New Intel Pentium Has a Split Personality

Intel Thursday released its fastest (and most expensive) Pentium processor to date, which it hopes will breathe new life into home and business PC sales.

The Santa Clara, Calif.-based chip making giant’s latest P4 runs at a whopping 3.06 GHz and includes its multithreaded “Hyper-Threading” technology, which it debuted in its Xeon processors for servers earlier this year. Prior to the new Pentiums, the fastest P4 ran at a top speed of 2.8GHz.

The new chips will identified with a “HT” insignia on the Pentium 4 processor logo to differentiate them from other Pentiums.

Already, PC makers like Dell Computer , Hewlett-Packard and Gateway have announced support for the new chips. Prices for the Hyper-Threading-enhanced computers are expected to range between $1,200 and $3,000.

“I don’t know if any one chip can change the market. I think what you can do is create trends and this is the beginning of a trend,” said Intel president and COO Paul Otellini.

The chips were designed at Intel’s Hillsboro, Oregon campus and manufactured with 0.13-micron technology. The idea for Hyper-Threading was the brainchild of Intel senior engineer Glenn Hinton back in 1993. The company has begun filtering in the multithreading designs into its Pentium 4 processors as early as 1996.

Systems based on the new 3.06 Pentium 4 are available now. Intel said it is also shipping boxed P4 HT processors to its authorized distributors for system integrators. The chips sell for $637 in 1000-unit quantities. The 2.8GHz P4s recently dropped in price.

Intel says Hyper-Threading allows operating systems and applications to view a single physical processor as if it were two processors. The company says it’s similar to watching television while talking on the phone.
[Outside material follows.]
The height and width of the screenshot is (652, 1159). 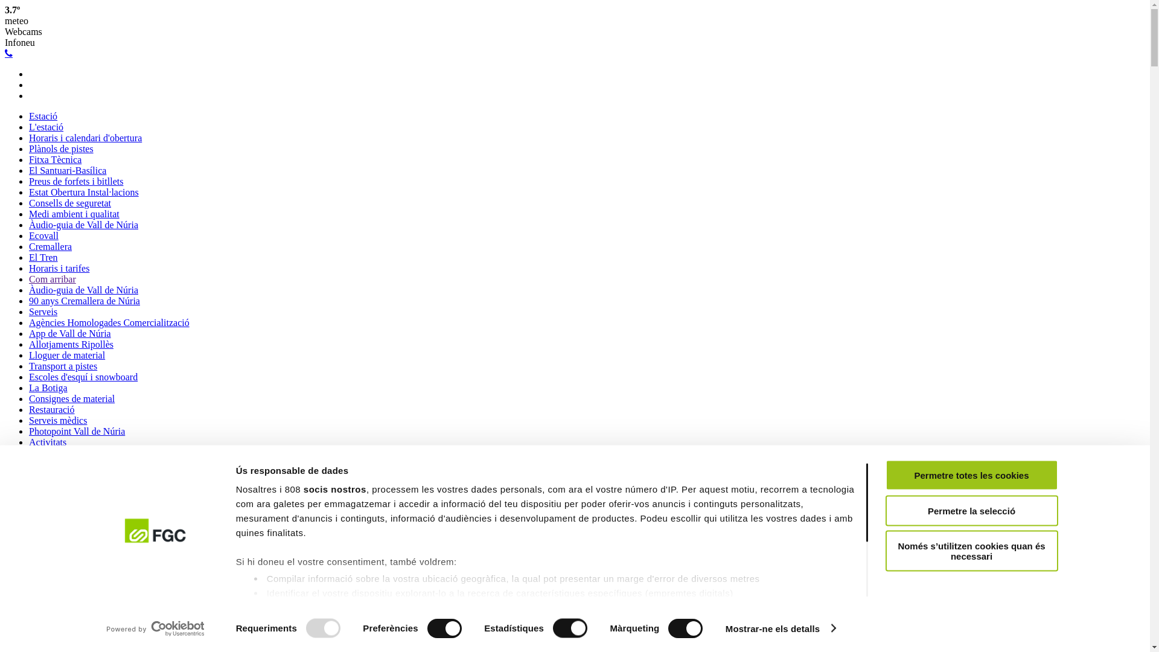 I want to click on Consignes de material, so click(x=72, y=398).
Intel says that can increase performance of an application by 30 percent.

“Just as people multitask to get more done, we expect our PCs to do the same,” said Intel Desktop Platforms Group vice president and general manager Louis Burns.

And doing more than one thing at a time is what most PCs seem to be doing these days. According to Intel’s numbers, more than 75 percent of computer users say they multitask on a regular basis. The hottest trend, say researchers at Harris Interactive, is playing a PC game while burning a CD. At least half of the PC users surveyed said they wouldn’t attempt to do both of those activities on a machine that is three or more years old.

For business users, Intel said the new Pentiums could help improve productivity. Because Hyper-Threading allows for several things to run at the same time, the company said background applications such as continuous virus scanning, encryption, or compression can be run without clogging the desktop. For example, Intel claims compressing an Outlook folder while running WinZip is 35 percent faster with the new technology and the ever CPU-intensive Adobe Photoshop can run 21 percent faster while running a McAfee virus scan.

Intel said the new chip will also be helpful for emerging technologies like Web services and operating systems that are designed to multi-task such as Microsoft WindowsXP or Linux.

Rival chipmaker Advanced Micro Devices AMD is also working on a similar multithreading design to incorporate in its Hammer-based series of Athlon XP processors. But the Sunnyvale, Calif.-based semiconductor maker has yet to get its product out of the gate, while Intel is already halfway down the track.